The flashlight went out for good and a darkness thick as coal dust descended on him.

He plowed drunkenly through the rats, guided only now by sheer instinct that told him to run, run. And he felt the fresh air again and climbed out of that pit and the rats had retreated and, dear God, he probably had rabies. And then he was crawling down another passage on his hands and knees and he saw light. Filmy and gray, but light all the same.

A few pallid fingers of it issuing from a cleft in the rock ahead and he dove straight at, slamming into rocks and laughing as he cut and bruised himself, but not caring, not caring—

And then the floor disappeared beneath him and he was falling, falling, end over end towards the sound of rushing water.

41

Kenney’s world was chaotic and unbalanced. It was a barrow pit and a madhouse, a hot-blooded nightmare and a subceller freak show. He had escaped the mutants, but they had badly battered him. His head hurt; his face and neck stung from the acidic secretions of their fingers. He was out of rounds for the riot gun, but he held on to it for the flashlight and its effectiveness as a club. He still had his service weapon—a Colt 9mm—and flares. So he was not down and out just yet.

In the darkness, hip deep in the foul brown drainage, he leaned against the wall, unable to go another inch.

Where the fuck is Hyder and those reinforcements? What the hell are they doing up there? He should have sent a rescue team down thirty minutes after we stopped checking in.

Kenney knew he had to remain calm, but with each passing second in that awful place it became harder and harder.

He was lost, he was scared, he was confused. His mind was filled with dusty cobwebs. He was so damn tired he couldn’t seem to think straight.

Keep awake. If you do nothing else, keep… awake.

But it wasn’t easy. God, no. He was so exhausted from the shock of this entire nightmare and slogging through the stygian depths of the flooded underworld and crawling through cramped tunnels that he could have slept standing up. In fact, he could have gone right out leaning against the warm, mucky wall.

But he wouldn’t allow that.

He couldn’t allow that.

By sheer force of will he made himself stand erect, chuckling hopelessly deep in his throat when a stream of water warm as piss trickled from above and ran down his cheek. It was followed by a clod of clay that oozed down the bridge of his nose like a melting turd.

He pushed on through the water, refusing to think about the fact that Chipney—Jesus, Chip—was probably dead. No marriage. No future. No nothing save a bride left at the altar, crying her eyes out over the cold corpse of her fiancé.

You could have ordered him to stay above.

Yes, that was true, but he was a cop.

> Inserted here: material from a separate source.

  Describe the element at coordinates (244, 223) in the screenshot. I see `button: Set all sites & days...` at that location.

A damn good cop and that would have been an insult to him, a professional slap in the face from a friend and a colleague and Kenney couldn’t do something like that.

Stop thinking and push on.

Yes, that was it.

He followed the tunnel around a bend, noticing that his flashlight beam was very weak, dimming to a struggling yellow ray that reflected off the swirling gaseous mist rising from the stagnant swamp around him. There was a shelf of rock jutting from the wall just ahead. He would change the batteries there.

That’s how tired he was.

So tired he hadn’t even noticed the light was going dead. His eyes must have really been beginning to adjust to the murk and that disturbed him.

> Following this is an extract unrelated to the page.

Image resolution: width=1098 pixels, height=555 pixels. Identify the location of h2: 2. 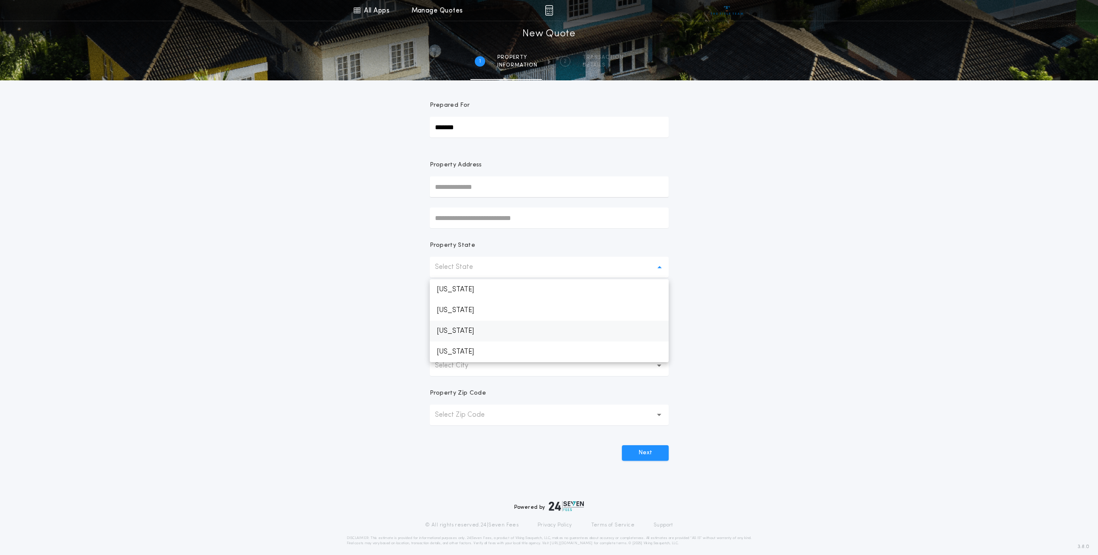
(565, 61).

He made it over to the shelf and it was perfect: a seatlike shelf of limestone. He crawled up onto it, dangled his legs over the edge, and swapped the dying batteries for the fresh ones in his tac vest. God, the light was so bright now it was blinding. He clicked it off, conserving power.

That done, he sat there, listening.

And listening.

He could hear the sound of water dripping, bits of the walls sloughing off, a steady sound of liquid draining into the soup like a leaking pipe. It was nice. It was nearly comforting. It made him very relaxed. Too relaxed, in fact, because his eyes began to drift shut. He didn’t bother fighting the exhaustion. He let himself sink into the darkness and raft away on dreams.